Concepedia

Abstract

17 of 25 patients with diarrhea during a 1958 Bangkok cholera epidemic were found to have cholera. Quantitative volumetric studies of water and electrolytes in plasma feces and urine were made during the first 24 hours after admission in these 17 positive cholera patients. In addition the effect of water and sodium loading on electrolyte exchange was also studied and whole blood and plasma analyses were repeated during convalescence. During the first 24 hours of hospitalization patients were given only intravenous electrolyte solutions at an infusion rate related to hydration and electrolyte concentrations in plasma feces and urine. At admission hyperosmolarity was evident and plasma sodium and chloride levels were elevated. When plasma feces and urine levels of sodium and chloride were associated with osmolarity it was found that fecal osmolarity and fecal sodium and chloride were lower than corresponding plasma levels whereas fecal potassium and bicarbonate levels were higher. In this clinical study the infusion of .58 mEq of HCO-3 as sodium bicarbonate elevated plasma carbon dioxide 1 mEq/liter. The article ends with a discussion of the volume and transit of fecal electrolyte concentrations and the possible ramifications of these findings in relation to experimental studies on active transport in the bowel.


▶ **Your task**:
Every record must be retyped as it stands.

Records from a dataset

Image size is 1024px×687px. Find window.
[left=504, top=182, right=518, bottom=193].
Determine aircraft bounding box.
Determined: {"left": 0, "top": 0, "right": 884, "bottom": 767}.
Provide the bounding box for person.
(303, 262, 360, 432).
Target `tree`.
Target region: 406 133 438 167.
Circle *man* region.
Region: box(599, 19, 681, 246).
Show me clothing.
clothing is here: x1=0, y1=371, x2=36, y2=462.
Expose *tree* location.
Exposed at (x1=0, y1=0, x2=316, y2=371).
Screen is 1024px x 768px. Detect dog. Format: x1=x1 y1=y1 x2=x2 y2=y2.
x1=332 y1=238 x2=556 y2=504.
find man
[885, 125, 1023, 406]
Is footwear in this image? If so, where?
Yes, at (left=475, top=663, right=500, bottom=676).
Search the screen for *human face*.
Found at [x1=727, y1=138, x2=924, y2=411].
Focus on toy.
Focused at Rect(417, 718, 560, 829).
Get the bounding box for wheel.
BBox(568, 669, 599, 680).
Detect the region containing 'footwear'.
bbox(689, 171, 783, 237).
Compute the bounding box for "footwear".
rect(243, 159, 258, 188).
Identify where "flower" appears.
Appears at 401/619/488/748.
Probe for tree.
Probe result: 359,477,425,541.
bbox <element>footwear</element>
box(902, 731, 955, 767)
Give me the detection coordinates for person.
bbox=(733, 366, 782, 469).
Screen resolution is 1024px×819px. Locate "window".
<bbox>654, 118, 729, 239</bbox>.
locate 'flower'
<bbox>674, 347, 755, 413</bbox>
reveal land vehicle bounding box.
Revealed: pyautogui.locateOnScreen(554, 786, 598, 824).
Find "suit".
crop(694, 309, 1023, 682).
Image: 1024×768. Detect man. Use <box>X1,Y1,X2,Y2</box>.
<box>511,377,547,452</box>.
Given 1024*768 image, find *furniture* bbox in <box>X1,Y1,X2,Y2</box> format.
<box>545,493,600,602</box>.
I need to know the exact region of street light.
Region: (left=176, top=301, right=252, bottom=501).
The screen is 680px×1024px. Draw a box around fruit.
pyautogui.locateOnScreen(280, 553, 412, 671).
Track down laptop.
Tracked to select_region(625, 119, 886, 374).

▶ **Solution to this task**:
Image size is 1024px×687px. Find window.
[left=504, top=182, right=518, bottom=193].
Determine aircraft bounding box.
Determined: {"left": 0, "top": 0, "right": 884, "bottom": 767}.
Provide the bounding box for person.
(303, 262, 360, 432).
Target `tree`.
Target region: 406 133 438 167.
Circle *man* region.
Region: box(599, 19, 681, 246).
Show me clothing.
clothing is here: x1=0, y1=371, x2=36, y2=462.
Expose *tree* location.
Exposed at (x1=0, y1=0, x2=316, y2=371).
Screen is 1024px x 768px. Detect dog. Format: x1=x1 y1=y1 x2=x2 y2=y2.
x1=332 y1=238 x2=556 y2=504.
find man
[885, 125, 1023, 406]
Is footwear in this image? If so, where?
Yes, at (left=475, top=663, right=500, bottom=676).
Search the screen for *human face*.
Found at [x1=727, y1=138, x2=924, y2=411].
Focus on toy.
Focused at Rect(417, 718, 560, 829).
Get the bounding box for wheel.
BBox(568, 669, 599, 680).
Detect the region containing 'footwear'.
bbox(689, 171, 783, 237).
Compute the bounding box for "footwear".
rect(243, 159, 258, 188).
Identify where "flower" appears.
Appears at 401/619/488/748.
Probe for tree.
Probe result: 359,477,425,541.
bbox <element>footwear</element>
box(902, 731, 955, 767)
Give me the detection coordinates for person.
bbox=(733, 366, 782, 469).
Screen resolution is 1024px×819px. Locate "window".
<bbox>654, 118, 729, 239</bbox>.
locate 'flower'
<bbox>674, 347, 755, 413</bbox>
reveal land vehicle bounding box.
Revealed: pyautogui.locateOnScreen(554, 786, 598, 824).
Find "suit".
crop(694, 309, 1023, 682).
Image: 1024×768. Detect man. Use <box>X1,Y1,X2,Y2</box>.
<box>511,377,547,452</box>.
Given 1024*768 image, find *furniture* bbox in <box>X1,Y1,X2,Y2</box> format.
<box>545,493,600,602</box>.
I need to know the exact region of street light.
Region: (left=176, top=301, right=252, bottom=501).
The screen is 680px×1024px. Draw a box around fruit.
pyautogui.locateOnScreen(280, 553, 412, 671).
Track down laptop.
Tracked to select_region(625, 119, 886, 374).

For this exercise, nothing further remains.